“conversant on existentialism”

After hearing about yesterday’s NPR article “For Shakira, an Emotional Homecoming Show,” I imagined an encounter between Shakira, Beyonce, and French existentialist Jean Paul Sartre.

Being is. Being is in-itself. Being is what it is.

Shakira: (Twisting Beyonce’s hair into braids.) You know those lyrics from “Hips Don’t Lie”? It goes, “Oh boy, I can see your body moving / Half animal, half man / I don’t, don’t really know what I’m doing / But you seem to have a plan / My will and self restraint / Have come to fail now, fail now / See, I am doing what I can, but I can’t so you know / That’s a bit too hard to explain.”

Beyonce: (Giggling.) Yeah, I remember.

Shakira: I was really trying to articulate Sartrean nausea in the face of overwhelming freedom.

Beyonce: Yeah, I got that.

Shakira: God, Beyonce, you’re so smart! Your friendship is like the unavowable gift Derrida writes about: it unhinges the narrative contingencies of pure spirit and opens the word into the openness of being.

Beyonce: (Twirling her own hair.) Uh-huh.

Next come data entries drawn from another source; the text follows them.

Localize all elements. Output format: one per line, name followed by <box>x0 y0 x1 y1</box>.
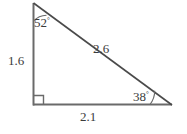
angle-label-right: 38° <box>133 90 149 103</box>
angle-arc-right-icon <box>150 91 155 105</box>
degree-symbol-icon: ° <box>47 16 50 24</box>
side-label-left: 1.6 <box>8 54 24 67</box>
angle-label-apex: 52° <box>34 16 50 29</box>
triangle-figure: 52° 38° 1.6 2.6 2.1 <box>0 0 187 134</box>
side-label-hypotenuse: 2.6 <box>93 42 109 55</box>
degree-symbol-icon: ° <box>146 90 149 98</box>
side-label-base: 2.1 <box>80 110 96 123</box>
angle-label-apex-value: 52 <box>34 15 47 30</box>
angle-label-right-value: 38 <box>133 89 146 104</box>
right-angle-marker-icon <box>34 96 44 105</box>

Shakira: It’s like what you sing in “Irreplaceable.” It reminds me so much of Rilke’s first Duino Elegy. (Taking the text from the nightstand, she reads from the original German. Then she paraphrases into English.) “Beauty is nothing but the beginning of terror.”

Beyonce: For sure!

Sartre recedes in disgust. Derrida turns in his grave. And Rilke wishes a rock would fall on Shakira’s head. (Actually, we all wish a rock would fall on Shakira…. But really a rock should fall on Juan Forero, the idiot NPR reporter who wrote such drivel.)

“conversant on existentialism”

After hearing about yesterday’s NPR article “For Shakira, an Emotional Homecoming Show,” I imagined an encounter between Shakira, Beyonce, and French existentialist Jean Paul Sartre.

Being is. Being is in-itself. Being is what it is.

Shakira: (Twisting Beyonce’s hair into braids.) You know those lyrics from “Hips Don’t Lie”? It goes, “Oh boy, I can see your body moving / Half animal, half man / I don’t, don’t really know what I’m doing / But you seem to have a plan / My will and self restraint / Have come to fail now, fail now / See, I am doing what I can, but I can’t so you know / That’s a bit too hard to explain.”

Beyonce: (Giggling.) Yeah, I remember.

Shakira: I was really trying to articulate Sartrean nausea in the face of overwhelming freedom.

Beyonce: Yeah, I got that.

Shakira: God, Beyonce, you’re so smart! Your friendship is like the unavowable gift Derrida writes about: it unhinges the narrative contingencies of pure spirit and opens the word into the openness of being.

Beyonce: (Twirling her own hair.) Uh-huh.

Shakira: It’s like what you sing in “Irreplaceable.” It reminds me so much of Rilke’s first Duino Elegy. (Taking the text from the nightstand, she reads from the original German. Then she paraphrases into English.) “Beauty is nothing but the beginning of terror.”

Beyonce: For sure!

Sartre recedes in disgust. Derrida turns in his grave. And Rilke wishes a rock would fall on Shakira’s head. (Actually, we all wish a rock would fall on Shakira…. But really a rock should fall on Juan Forero, the idiot NPR reporter who wrote such drivel.)